Born in 1927, both his parents were piano teachers, though, as Parmegiani related to Rahma Khazam in The Wire 176, “I worked quite hard at the piano with my mother, but my musical tastes were more orientated towards musique concrète [even though] that type of music was relatively unknown at the time… I used to listen to the first pieces by [Pierre] Schaeffer and [Pierre] Henry on the radio every Sunday, and I was very excited by what I heard.”

Parmegiani initially studied mime, and then worked as a television sound engineer, but decided to work under Schaeffer at his then newly formed musique concrète research group, the Groupe de Recherches Musicales (GRM), in Paris. While there he worked with Iannis Xenakis, François-Bernard Mache and many other early experimental composers. If the start of his career was overshadowed by Schaeffer and other GRM luminaries, his later work has proven to be widely influential on subsequent generations of electroacoustic and electronic music composers, including Aphex Twin, Autechre, Keith Fullerton Whitman and many others.

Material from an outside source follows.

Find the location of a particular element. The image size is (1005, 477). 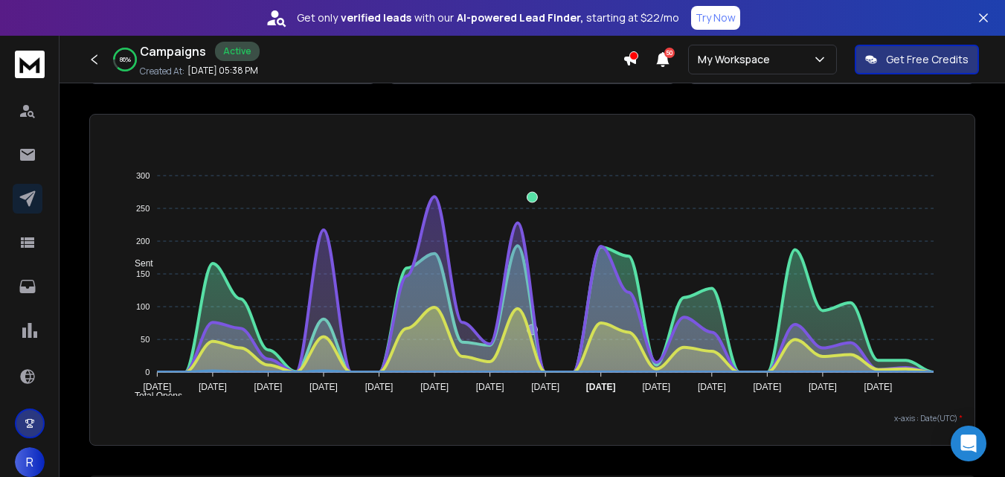

p: Created At: is located at coordinates (162, 71).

About one of his most widely known compositions, 1975’s De Natura Sonorum, Parmegiani said: “[In it] I distanced myself from the power of sound, from what I call the power of Orpheus. Orpheus charmed the plants and animals with his lyre, and in the pieces I composed prior to De Natura Sonorum I was under the spell of the sounds: I created sounds that evolved and that I found satisfying and I left it at that.”